Florida officials have found mosquitoes in Miami Beach infected with Zika, the first time the virus has been detected in mosquitoes in the continental United States.
Officials had already announced that Zika is circulating in a portion of Miami Beach and a neighborhood in Miami after deducing that some Zika cases could only have been acquired from local mosquitoes. But discovering Zika-positive mosquitoes amounts to what authorities have described as a smoking gun that local Zika transmission is indeed occurring.
So far, federal health officials have identified the two zones in Miami Beach and Miami as the only spots of active Zika transmission in the United States and have recommended pregnant woman avoid traveling to those areas if possible.

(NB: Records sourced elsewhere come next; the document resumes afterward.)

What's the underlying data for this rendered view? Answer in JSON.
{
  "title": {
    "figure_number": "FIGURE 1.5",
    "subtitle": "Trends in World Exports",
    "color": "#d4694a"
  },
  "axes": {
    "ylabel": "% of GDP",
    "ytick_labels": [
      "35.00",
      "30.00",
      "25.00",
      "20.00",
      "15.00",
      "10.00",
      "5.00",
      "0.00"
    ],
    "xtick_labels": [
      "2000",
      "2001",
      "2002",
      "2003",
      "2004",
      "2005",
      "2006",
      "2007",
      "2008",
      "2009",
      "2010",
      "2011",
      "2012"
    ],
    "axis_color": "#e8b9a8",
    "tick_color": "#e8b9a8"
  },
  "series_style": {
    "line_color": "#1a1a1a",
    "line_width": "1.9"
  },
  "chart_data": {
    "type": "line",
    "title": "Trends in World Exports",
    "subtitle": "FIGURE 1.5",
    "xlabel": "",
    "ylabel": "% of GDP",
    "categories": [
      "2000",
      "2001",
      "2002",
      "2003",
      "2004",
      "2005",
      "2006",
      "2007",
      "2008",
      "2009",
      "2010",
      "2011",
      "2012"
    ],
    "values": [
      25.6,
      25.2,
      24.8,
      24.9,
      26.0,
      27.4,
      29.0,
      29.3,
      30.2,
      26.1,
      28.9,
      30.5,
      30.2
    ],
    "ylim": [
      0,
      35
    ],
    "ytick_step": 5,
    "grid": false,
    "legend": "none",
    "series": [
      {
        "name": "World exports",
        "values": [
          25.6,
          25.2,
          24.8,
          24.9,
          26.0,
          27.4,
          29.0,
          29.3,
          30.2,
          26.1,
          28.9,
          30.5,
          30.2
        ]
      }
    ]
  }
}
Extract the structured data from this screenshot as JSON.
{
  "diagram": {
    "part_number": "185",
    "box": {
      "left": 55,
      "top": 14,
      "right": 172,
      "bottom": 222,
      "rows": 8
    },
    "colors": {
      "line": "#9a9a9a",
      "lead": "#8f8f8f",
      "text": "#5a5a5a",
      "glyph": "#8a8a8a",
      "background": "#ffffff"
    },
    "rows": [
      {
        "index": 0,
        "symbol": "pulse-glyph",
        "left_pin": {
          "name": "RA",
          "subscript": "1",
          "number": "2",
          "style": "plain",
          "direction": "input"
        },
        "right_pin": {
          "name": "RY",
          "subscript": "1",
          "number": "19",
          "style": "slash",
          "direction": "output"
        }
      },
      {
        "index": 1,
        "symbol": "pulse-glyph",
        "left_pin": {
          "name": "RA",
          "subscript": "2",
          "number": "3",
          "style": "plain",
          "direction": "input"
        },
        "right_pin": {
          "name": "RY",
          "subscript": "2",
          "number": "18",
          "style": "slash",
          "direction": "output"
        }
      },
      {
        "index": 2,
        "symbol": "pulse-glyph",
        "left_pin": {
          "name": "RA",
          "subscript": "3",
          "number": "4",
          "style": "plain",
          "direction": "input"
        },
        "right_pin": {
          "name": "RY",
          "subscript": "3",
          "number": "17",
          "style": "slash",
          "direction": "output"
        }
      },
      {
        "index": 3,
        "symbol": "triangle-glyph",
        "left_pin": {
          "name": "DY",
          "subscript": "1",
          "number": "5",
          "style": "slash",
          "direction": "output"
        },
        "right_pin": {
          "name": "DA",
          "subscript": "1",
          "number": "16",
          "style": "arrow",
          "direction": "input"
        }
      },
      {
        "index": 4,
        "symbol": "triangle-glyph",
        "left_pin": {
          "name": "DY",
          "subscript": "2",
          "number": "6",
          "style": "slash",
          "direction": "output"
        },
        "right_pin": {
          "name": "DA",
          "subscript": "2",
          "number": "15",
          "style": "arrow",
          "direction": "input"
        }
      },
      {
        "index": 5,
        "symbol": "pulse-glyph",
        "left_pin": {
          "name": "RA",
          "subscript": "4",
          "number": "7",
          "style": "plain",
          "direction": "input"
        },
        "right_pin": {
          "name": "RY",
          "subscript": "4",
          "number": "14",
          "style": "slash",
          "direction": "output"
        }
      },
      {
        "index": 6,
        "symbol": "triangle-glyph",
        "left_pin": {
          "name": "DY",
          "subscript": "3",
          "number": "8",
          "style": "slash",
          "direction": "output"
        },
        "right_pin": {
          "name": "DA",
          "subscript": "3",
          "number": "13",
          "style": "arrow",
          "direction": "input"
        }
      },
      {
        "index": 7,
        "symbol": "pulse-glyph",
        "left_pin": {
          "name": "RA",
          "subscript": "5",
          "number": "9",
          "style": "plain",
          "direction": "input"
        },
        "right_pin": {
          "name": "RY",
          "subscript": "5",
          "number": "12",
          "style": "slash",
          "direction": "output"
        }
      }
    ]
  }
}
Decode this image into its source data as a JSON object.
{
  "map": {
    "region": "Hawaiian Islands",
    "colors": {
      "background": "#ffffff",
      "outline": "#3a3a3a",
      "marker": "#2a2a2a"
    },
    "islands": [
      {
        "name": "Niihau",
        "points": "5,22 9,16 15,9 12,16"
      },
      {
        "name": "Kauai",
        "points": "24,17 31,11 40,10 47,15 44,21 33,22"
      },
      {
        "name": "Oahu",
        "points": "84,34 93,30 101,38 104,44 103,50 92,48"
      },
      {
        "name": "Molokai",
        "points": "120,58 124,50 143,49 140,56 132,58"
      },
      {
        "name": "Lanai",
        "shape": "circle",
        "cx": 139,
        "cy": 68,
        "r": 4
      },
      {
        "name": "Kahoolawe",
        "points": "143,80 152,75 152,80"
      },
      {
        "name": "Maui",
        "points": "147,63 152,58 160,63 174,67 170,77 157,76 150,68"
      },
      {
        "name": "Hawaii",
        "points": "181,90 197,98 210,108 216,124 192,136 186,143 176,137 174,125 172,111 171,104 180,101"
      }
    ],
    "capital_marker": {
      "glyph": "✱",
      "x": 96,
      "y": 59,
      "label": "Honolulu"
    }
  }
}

As of Wednesday, Florida had seen 47 local Zika cases. It has had 569 cases related to people traveling to other regions where Zika is spreading, including 80 involving pregnant women.
The three Zika-positive mosquito samples came from a small area in Miami Beach, the state’s Department of Agriculture and Consumer Services announced Thursday. A mosquito sample typically consists of material from more than a dozen individual mosquitoes.
Officials ramped up their trapping and testing of mosquitoes after local spread was identified, and the department said that 95 additional mosquito samples from the area have tested negative for Zika since infected mosquitoes were identified.
Since May, the state has tested more than 40,000 mosquitoes, the department said.
The Zika virus, which has spread rapidly through much of Latin America and the Caribbean, is transmitted mainly by mosquitoes, but can also be passed through sex. It typically causes mild symptoms or none at all, but it can cause severe birth defects in fetuses when it infects pregnant women.
Since the discovery of local Zika spread in Miami-Dade County, officials have expanded their mosquito control efforts, with particular focus in the two areas where transmission is active. One challenge in fighting mosquitoes in Miami Beach is the city’s famous high rises, which create wind tunnels and prevent planes from flying low enough to dispense insecticide effectively.